Efforts to promote international norms for cyberspace are more likely to succeed if their advocates clearly grasp and convey to other actors how norms tend to function in different global contexts.

Published on November 30, 2017

Calls for norms to secure and stabilize cyberspace have become ubiquitous.1 These appeals often offer detailed knowledge of cybersecurity but rarely say much conceptually about norms themselves—what they are, how they work, how they spread, and why anyone might prefer them to other policy instruments. As a result, policy discussions and media coverage often apply the term to policy instruments that are not, in fact, norms. Such conflations are understandable, but they can create unnecessary confusion and detract from the norm construction process. Relevant academic literature describes the basic features of the concept of norms and how they work, while also drawing lessons from other policy arenas where norms have, or have not, been used successfully.

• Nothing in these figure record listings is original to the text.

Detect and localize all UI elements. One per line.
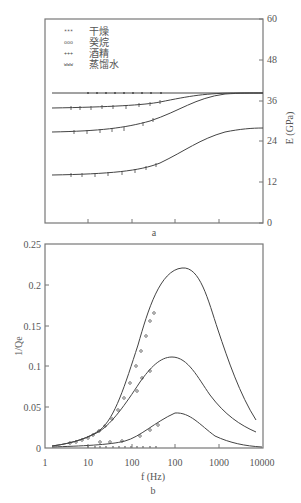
- curve-alcohol: [52, 93, 263, 132]
- curve-high: [52, 268, 256, 446]
- legend-label-decane: 癸烷: [89, 36, 109, 48]
- y-tick-label: 0: [36, 443, 41, 454]
- curve-water: [52, 128, 263, 175]
- y-tick-label: 48: [267, 54, 277, 65]
- panel-b-frame: [45, 244, 263, 448]
- y-axis-label: 1/Qe: [13, 336, 24, 356]
- legend-label-water: 蒸馏水: [89, 58, 119, 70]
- y-tick-label: 24: [267, 135, 277, 146]
- y-tick-label: 36: [267, 95, 277, 106]
- x-tick-label: 100: [125, 457, 140, 468]
- y-tick-label: 0: [267, 217, 272, 228]
- y-tick-label: 0.1: [29, 361, 42, 372]
- curve-decane: [52, 93, 263, 108]
- markers-alcohol: [74, 118, 153, 134]
- panel-a-x-axis: [88, 219, 219, 223]
- x-tick-label: 10: [83, 457, 93, 468]
- curve-mid: [52, 357, 256, 446]
- curve-low: [52, 413, 262, 447]
- x-tick-label: 1: [43, 457, 48, 468]
- panel-a-frame: [45, 19, 263, 223]
- panel-b-x-axis: 1 10 100 100 1000 10000 f (Hz): [43, 444, 275, 483]
- panel-a-caption: a: [152, 227, 157, 238]
- panel-b-chart: 0.25 0.2 0.15 0.1 0.05 0 1/Qe 1 10 100 1…: [13, 239, 275, 496]
- legend: *** 干燥 ooo 癸烷 +++ 酒精 www 蒸馏水: [64, 26, 119, 70]
- legend-marker-dry: ***: [64, 28, 73, 34]
- markers-b: [69, 312, 160, 445]
- panel-a-chart: 60 48 36 24 12 0 E (GPa) *** 干燥 ooo 癸烷 +…: [45, 13, 296, 238]
- x-tick-label: 10000: [250, 457, 275, 468]
- y-axis-label: E (GPa): [284, 112, 296, 145]
- legend-label-alcohol: 酒精: [89, 47, 109, 59]
- legend-marker-water: www: [64, 61, 74, 67]
- markers-decane: [71, 100, 160, 110]
- x-tick-label: 100: [168, 457, 183, 468]
- panel-a-y-axis: 60 48 36 24 12 0 E (GPa): [259, 13, 296, 228]
- figure: 60 48 36 24 12 0 E (GPa) *** 干燥 ooo 癸烷 +…: [0, 0, 301, 503]
- legend-marker-decane: ooo: [64, 39, 73, 45]
- x-tick-label: 1000: [209, 457, 229, 468]
- y-tick-label: 60: [267, 13, 277, 24]
- x-axis-label: f (Hz): [141, 471, 165, 483]
- y-tick-label: 0.15: [24, 321, 42, 332]
- markers-water: [71, 163, 156, 177]
- panel-b-caption: b: [151, 485, 156, 496]
- y-tick-label: 0.2: [29, 280, 42, 291]
- y-tick-label: 0.25: [24, 239, 42, 250]
- panel-b-y-axis: 0.25 0.2 0.15 0.1 0.05 0 1/Qe: [13, 239, 49, 454]
- legend-label-dry: 干燥: [89, 26, 109, 37]
- y-tick-label: 0.05: [24, 402, 42, 413]
- legend-marker-alcohol: +++: [64, 50, 73, 56]
- y-tick-label: 12: [267, 176, 277, 187]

What Is (and Is Not) a Norm?

According to a now standard definition, a norm is “a collective expectation for the proper behavior of actors with a given identity.”2 Several features of this definition merit discussion. First, norms are shared beliefs held within a community. Something is not a norm just because someone says so; a norm exists only when some relevant group agrees with and holds particular beliefs about expected behavior. Consequently, simply solving the puzzle of what substantive normative prescriptions might address a given cybersecurity problem and announcing this to the world does not create a norm. Others need to buy in and recognize that the norm’s behavioral prescriptions apply to them (or to other actors who can be held to account). The U.S. government preaching that commercial cyber espionage is bad did not create a norm against cyber espionage. Only when China, the UK, and other G20 countries signed on did a norm start to take shape. Individuals do not need to like a norm to recognize that its expectations are widely shared, and people do not need to like a norm to feel the pull of its behavioral prescriptions. Most people would not choose to wear neckties or high heels but do so when the occasion demands it. Similarly, states, regulatory bodies, firms, and other actors may chafe at a norm’s behavioral prescriptions but conform anyway because they want to maintain their standing in the group and/or because they value the group’s goals.

Second, the pull to conform to a norm arises from its being shared within a group with which relevant actors identify. For example, states may not be enthusiastic about every feature of the UN Group of Governmental Experts’ output, but many, particularly Western, states feel more pressure to conform to those norms than those promulgated by the Shanghai Cooperation Organization, because they identify with the UN and feel some pull from its processes. This identity component of norms has consequences for norm promulgation strategies. Savvy entrepreneurs can play upon actors’ desires for a good reputation or for membership in a select group, arguing that states (or firms) deemed good or responsible will follow a given norm. Early adoption by these states (or firms) adds credibility and compliance pull to the norm. In this way, widespread adoption of the National Institute of Standards and Technology’s voluntary cybersecurity framework, which includes an array of norms, helped actors signal their intentions and build trust in supply chains (and with governments).

How Are Norms Related to Other Policy Instruments?

Norms are different from and yet are tied to related concepts such as principles or laws. Broadly speaking, principles are “statements of fact, causation, or rectitude” and guide action in a variety of ways.3 Often, they articulate a goal or vision of what a group wants to achieve. This is useful in that agreement on what a group wants to accomplish can help coordinate activity, although articulating shared principles can be difficult. For example, the notion of protecting human rights online might be a guiding goal or principle, but forging a shared belief in this idea can be challenging, even among states that have signed on to the international community’s core human rights instruments (as virtually all states have done).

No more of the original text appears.